Against a Wall finishes up the arc of familial justice and self reflection that’s started in Hitting the Wall. Dina’s twin brother Cash has been kind of a jackass but not truly an antagonist in past books. Dina thinks he’s an ass, but isn’t decided on him as a bad guy. Glenna Dobbs thinks he’s out to get her, and she’s not wrong. Glenna was Dina’s best friend until she suddenly broke off the friendship. Cash took it personally and has been antagonistic towards her since they were 13.
When the book begins, Glenna is having a hard time. The local newspaper owned and operated by Glenna’s father ran an expose on the town sheriff which has led to a Federal investigation. Most of the town has turned against them, resulting in threats and a boycott of the cafe they also own. Gemma’s long time boyfriend broke up with her, but still works with her. And then Cash came into the cafe and loosened the lids on all the sugar containers and embarrassed her in front of her customers.

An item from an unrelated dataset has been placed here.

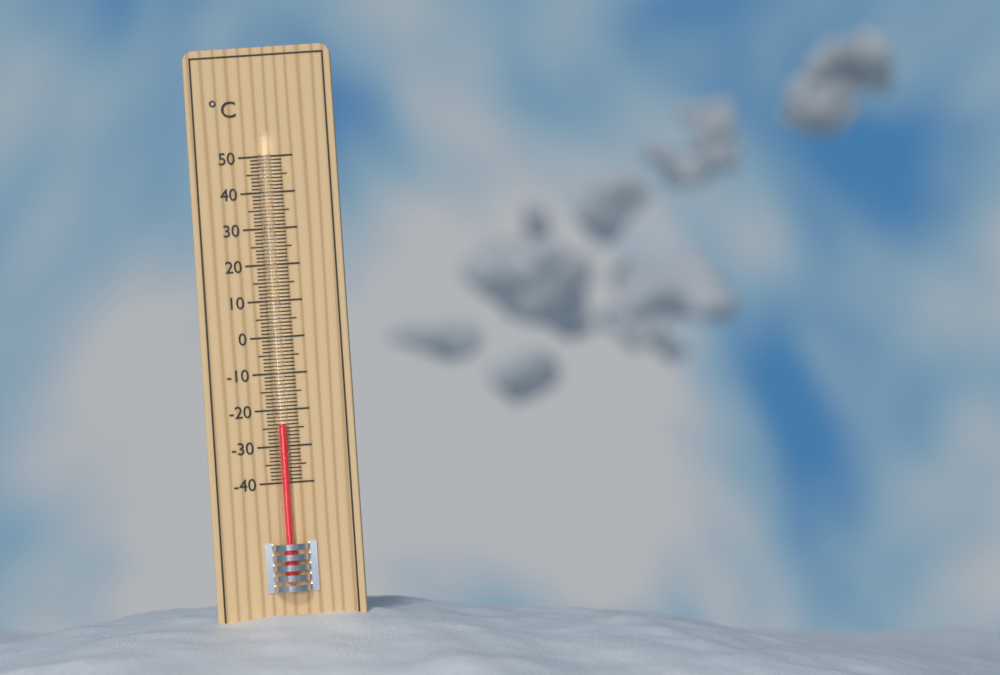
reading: -24 °C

Against a Wall fits within one of my very least favorite subgenres – bully romance. ‘Hurt people hurt people’ may be true, but I get enough of that in my real life. I don’t particularly want to read about it in a romance. In general. Wells makes me care that Cash always had a thing for Glenna and was locked into a pattern of seeking negative attention that he didn’t know how to get out of. When Cash’s hunting client accidentally shoots her, towns people start congratulating Cash as if it were intentional and a good thing. Cash then proposes that Glenna fake date him so that his popularity mitigates the hostility the town has been feeling. Of course, Cash plans to turn the fake dating into real dating.

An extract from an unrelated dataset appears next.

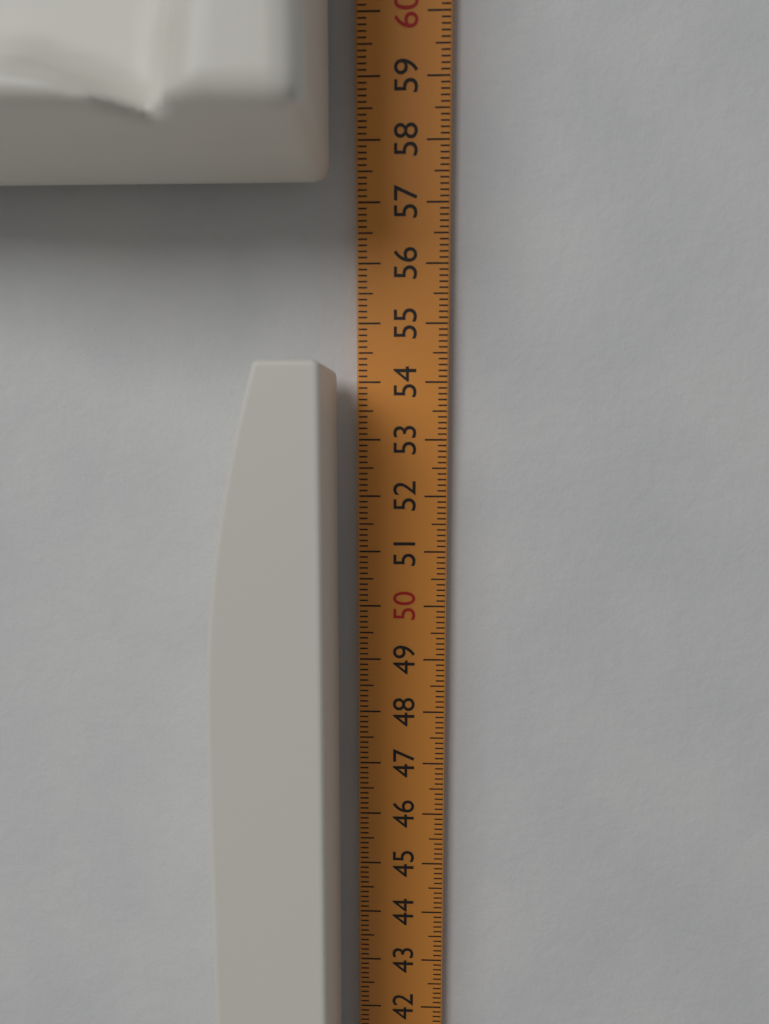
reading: 54.2 cm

I liked that neither Cash nor Glenna become different people, but they change the way they look at each other which then reframes their antagonistic past. As with Kellum, Cash takes off his blinders about the Sheriff and apologizes for not seeing what he should have seen sooner. This one is my favorite in part because of the Cash’s best friend and the dogs.

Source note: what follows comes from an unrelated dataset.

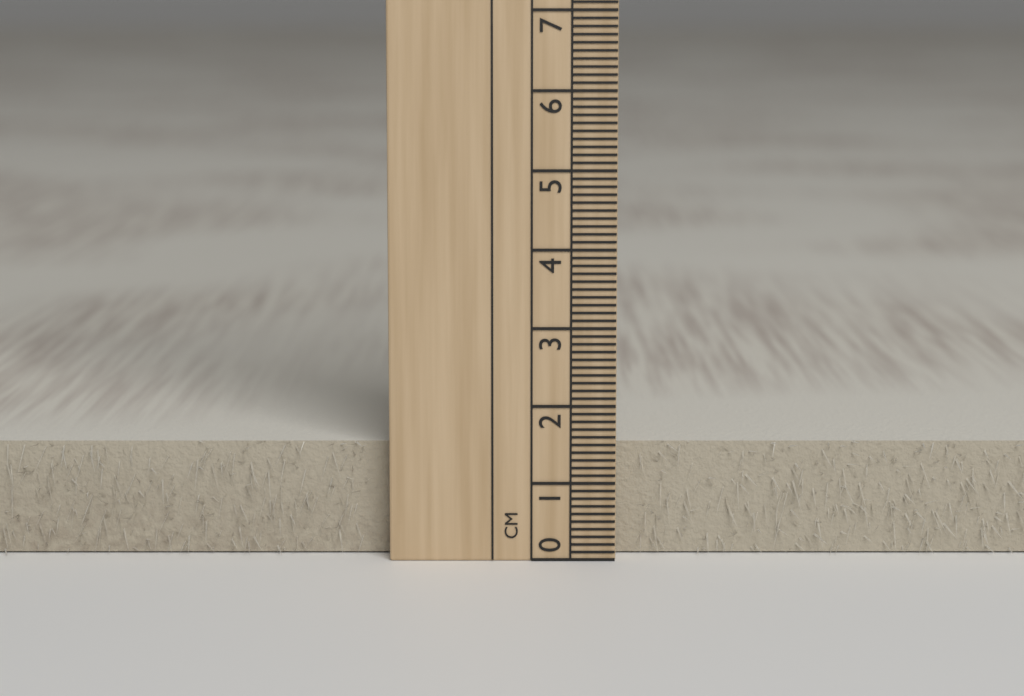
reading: 1.5 cm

I’m not sure I can adequately explain why Cate C. Wells works for me. She centers characters I don’t generally want to read – motorcycle clubs, cops, bullies, mafia, and so on. But she makes her characters so human and compelling and she isn’t ra ra-ing for small town America as a place where the good people live. She doesn’t burn down the world to build a better society, but she does let her glance linger on built in and perpetuated power structures. There’s something about the way she lets her characters be messy, difficult, and unapologetically their own selves that works for me.
There are so many content warnings in these books. Violence, murder (on page and in past), rape (in the past), child endangerment, ableism, gendered insults, gun shots, fights, classism, addiction, disability, drug use, alcohol, sex work, racism, emotional abuse.